Learning Extrapolative Sequence Transformations from Markov Chains

Sophia Hager, Aleem Khan, Andrew Wang, Nicholas Andrews
Proceedings of the 42nd International Conference on Machine Learning, PMLR 267:21570-21590, 2025.

Abstract

Most successful applications of deep learning involve similar training and test conditions. However, tasks such as biological sequence design involve searching for sequences that improve desirable properties beyond previously known values, which requires novel hypotheses that extrapolate beyond training data. In these settings, extrapolation may be achieved by using random search methods such as Markov chain Monte Carlo (MCMC), which, given an initial state, sample local transformations to approximate a target density that rewards states with the desired properties. However, even with a well-designed proposal, MCMC may struggle to explore large structured state spaces efficiently. Rather than relying on stochastic search, it would be desirable to have a model that greedily optimizes the properties of interest, successfully extrapolating in as few steps as possible. We propose to learn such a model from the Markov chains resulting from MCMC search. Specifically, our approach uses selected states from Markov chains as a source of training data for an autoregressive model, which is then able to efficiently generate novel sequences that extrapolate along the sequence-level properties of interest. The proposed approach is validated on three problems: protein sequence design, text sentiment control, and text anonymization. We find that the autoregressive model can extrapolate as well or better than MCMC, but with the additional benefits of scalability and significantly higher sample efficiency.

Cite this Paper


BibTeX
@InProceedings{pmlr-v267-hager25a, title = {Learning Extrapolative Sequence Transformations from {M}arkov Chains}, author = {Hager, Sophia and Khan, Aleem and Wang, Andrew and Andrews, Nicholas}, booktitle = {Proceedings of the 42nd International Conference on Machine Learning}, pages = {21570--21590}, year = {2025}, editor = {Singh, Aarti and Fazel, Maryam and Hsu, Daniel and Lacoste-Julien, Simon and Berkenkamp, Felix and Maharaj, Tegan and Wagstaff, Kiri and Zhu, Jerry}, volume = {267}, series = {Proceedings of Machine Learning Research}, month = {13--19 Jul}, publisher = {PMLR}, pdf = {https://raw.githubusercontent.com/mlresearch/v267/main/assets/hager25a/hager25a.pdf}, url = {https://proceedings.mlr.press/v267/hager25a.html}, abstract = {Most successful applications of deep learning involve similar training and test conditions. However, tasks such as biological sequence design involve searching for sequences that improve desirable properties beyond previously known values, which requires novel hypotheses that extrapolate beyond training data. In these settings, extrapolation may be achieved by using random search methods such as Markov chain Monte Carlo (MCMC), which, given an initial state, sample local transformations to approximate a target density that rewards states with the desired properties. However, even with a well-designed proposal, MCMC may struggle to explore large structured state spaces efficiently.
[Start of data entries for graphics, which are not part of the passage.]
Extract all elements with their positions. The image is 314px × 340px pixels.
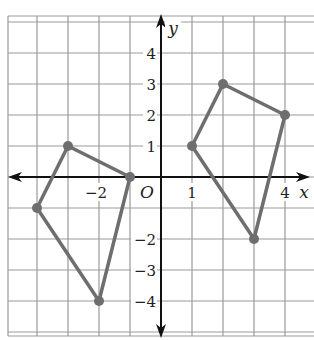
left-quadrilateral [37, 146, 130, 301]
right-quadrilateral [192, 84, 285, 239]
y-axis-label: y [167, 18, 178, 38]
y-tick-label: 2 [146, 107, 156, 125]
y-tick-label: 4 [146, 45, 156, 63]
x-tick-label: 1 [187, 184, 197, 202]
vertex-point [94, 296, 104, 306]
vertex-point [63, 141, 73, 151]
x-tick-label: −2 [85, 184, 107, 202]
coordinate-plane: −214Ox4321−2−3−4y [0, 0, 314, 340]
vertex-point [280, 110, 290, 120]
vertex-point [218, 79, 228, 89]
vertex-point [125, 172, 135, 182]
vertex-point [249, 234, 259, 244]
origin-label: O [140, 182, 154, 202]
y-tick-label: −3 [134, 262, 156, 280]
y-tick-label: −4 [134, 293, 156, 311]
y-tick-label: 3 [146, 76, 156, 94]
x-tick-label: 4 [280, 184, 290, 202]
vertex-point [32, 203, 42, 213]
y-tick-label: 1 [146, 138, 156, 156]
vertex-point [187, 141, 197, 151]
labels: −214Ox4321−2−3−4y [85, 18, 312, 311]
x-axis-label: x [299, 182, 309, 202]
y-tick-label: −2 [134, 231, 156, 249]
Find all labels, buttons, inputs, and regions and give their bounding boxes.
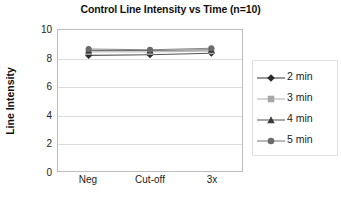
data-point [208, 45, 214, 51]
legend-marker-icon [256, 91, 286, 103]
legend-item-label: 4 min [287, 112, 313, 124]
x-axis-tick-labels: NegCut-off3x [57, 174, 243, 190]
legend-item-label: 5 min [287, 133, 313, 145]
y-axis-tick-labels: 1086420 [28, 0, 52, 218]
legend-marker-icon [256, 112, 286, 124]
data-series-layer [58, 30, 242, 171]
x-axis-tick-label: 3x [207, 174, 218, 185]
plot-area [57, 29, 243, 172]
x-axis-tick-label: Cut-off [135, 174, 165, 185]
y-axis-tick-label: 6 [30, 81, 52, 92]
y-axis-tick-label: 2 [30, 138, 52, 149]
legend-item-label: 3 min [287, 91, 313, 103]
chart-legend: 2 min3 min4 min5 min [252, 60, 338, 156]
chart-container: Control Line Intensity vs Time (n=10) Li… [0, 0, 341, 218]
x-axis-tick-label: Neg [79, 174, 97, 185]
legend-item-3-min[interactable]: 3 min [253, 86, 337, 107]
y-axis-tick-label: 4 [30, 109, 52, 120]
y-axis-title-wrap: Line Intensity [2, 28, 18, 173]
y-axis-title: Line Intensity [4, 67, 16, 135]
y-axis-tick-label: 10 [30, 24, 52, 35]
y-axis-tick-label: 8 [30, 52, 52, 63]
legend-marker-icon [256, 70, 286, 82]
legend-item-5-min[interactable]: 5 min [253, 128, 337, 149]
legend-marker-icon [256, 133, 286, 145]
y-axis-tick-label: 0 [30, 167, 52, 178]
legend-item-label: 2 min [287, 70, 313, 82]
legend-item-2-min[interactable]: 2 min [253, 65, 337, 86]
data-point [86, 46, 92, 52]
data-point [147, 47, 153, 53]
legend-item-4-min[interactable]: 4 min [253, 107, 337, 128]
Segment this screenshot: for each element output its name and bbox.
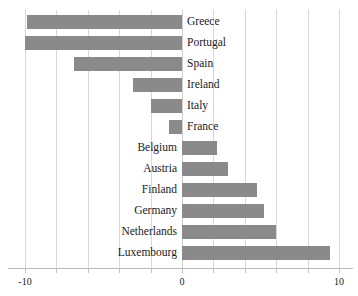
bar-label: France [187,118,218,135]
bar [182,246,330,260]
x-axis-tick [213,268,214,273]
bar-row: Portugal [0,33,358,54]
x-axis-tick [276,268,277,273]
bar-label: Italy [187,97,208,114]
x-axis-tick [88,268,89,273]
x-axis-tick [119,268,120,273]
bar-label: Netherlands [121,223,177,240]
bar-label: Belgium [137,139,177,156]
bar [182,141,217,155]
bar-row: Germany [0,201,358,222]
bar [133,78,182,92]
bar-row: Netherlands [0,222,358,243]
bar [151,99,182,113]
x-axis-tick-label: 0 [180,275,185,288]
bar-row: Spain [0,54,358,75]
bar [182,204,264,218]
x-axis-tick-label: -10 [18,275,31,288]
bar-label: Greece [187,13,220,30]
bar-row: France [0,117,358,138]
bar [182,162,228,176]
x-axis: -10010 [0,268,358,296]
bar [169,120,182,134]
x-axis-tick [151,268,152,273]
x-axis-tick [182,268,183,273]
bar-row: Belgium [0,138,358,159]
bar [182,183,257,197]
bar-row: Ireland [0,75,358,96]
x-axis-tick [245,268,246,273]
bar-label: Austria [143,160,177,177]
bar-label: Germany [134,202,177,219]
bar [182,225,276,239]
bar-row: Finland [0,180,358,201]
x-axis-tick [25,268,26,273]
bar-label: Finland [142,181,177,198]
bar-chart: GreecePortugalSpainIrelandItalyFranceBel… [0,0,358,296]
bar [74,57,182,71]
x-axis-tick [56,268,57,273]
x-axis-tick-label: 10 [334,275,344,288]
bar-row: Luxembourg [0,243,358,264]
x-axis-tick [339,268,340,273]
bar-row: Italy [0,96,358,117]
bar-row: Greece [0,12,358,33]
bar-label: Luxembourg [118,244,177,261]
bar-row: Austria [0,159,358,180]
bar [27,15,182,29]
plot-area: GreecePortugalSpainIrelandItalyFranceBel… [0,0,358,268]
x-axis-tick [308,268,309,273]
bar [25,36,182,50]
bar-label: Portugal [187,34,226,51]
x-axis-line [8,268,353,269]
bar-label: Spain [187,55,213,72]
bar-label: Ireland [187,76,220,93]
Rather than relying on stochastic search, it would be desirable to have a model that greedily optimizes the properties of interest, successfully extrapolating in as few steps as possible. We propose to learn such a model from the Markov chains resulting from MCMC search. Specifically, our approach uses selected states from Markov chains as a source of training data for an autoregressive model, which is then able to efficiently generate novel sequences that extrapolate along the sequence-level properties of interest. The proposed approach is validated on three problems: protein sequence design, text sentiment control, and text anonymization. We find that the autoregressive model can extrapolate as well or better than MCMC, but with the additional benefits of scalability and significantly higher sample efficiency.} }
Endnote
%0 Conference Paper %T Learning Extrapolative Sequence Transformations from Markov Chains %A Sophia Hager %A Aleem Khan %A Andrew Wang %A Nicholas Andrews %B Proceedings of the 42nd International Conference on Machine Learning %C Proceedings of Machine Learning Research %D 2025 %E Aarti Singh %E Maryam Fazel %E Daniel Hsu %E Simon Lacoste-Julien %E Felix Berkenkamp %E Tegan Maharaj %E Kiri Wagstaff %E Jerry Zhu %F pmlr-v267-hager25a %I PMLR %P 21570--21590 %U https://proceedings.mlr.press/v267/hager25a.html %V 267 %X Most successful applications of deep learning involve similar training and test conditions. However, tasks such as biological sequence design involve searching for sequences that improve desirable properties beyond previously known values, which requires novel hypotheses that extrapolate beyond training data. In these settings, extrapolation may be achieved by using random search methods such as Markov chain Monte Carlo (MCMC), which, given an initial state, sample local transformations to approximate a target density that rewards states with the desired properties. However, even with a well-designed proposal, MCMC may struggle to explore large structured state spaces efficiently. Rather than relying on stochastic search, it would be desirable to have a model that greedily optimizes the properties of interest, successfully extrapolating in as few steps as possible. We propose to learn such a model from the Markov chains resulting from MCMC search. Specifically, our approach uses selected states from Markov chains as a source of training data for an autoregressive model, which is then able to efficiently generate novel sequences that extrapolate along the sequence-level properties of interest. The proposed approach is validated on three problems: protein sequence design, text sentiment control, and text anonymization. We find that the autoregressive model can extrapolate as well or better than MCMC, but with the additional benefits of scalability and significantly higher sample efficiency.
APA
Hager, S., Khan, A., Wang, A. & Andrews, N.. (2025). Learning Extrapolative Sequence Transformations from Markov Chains. Proceedings of the 42nd International Conference on Machine Learning, in Proceedings of Machine Learning Research 267:21570-21590 Available from https://proceedings.mlr.press/v267/hager25a.html.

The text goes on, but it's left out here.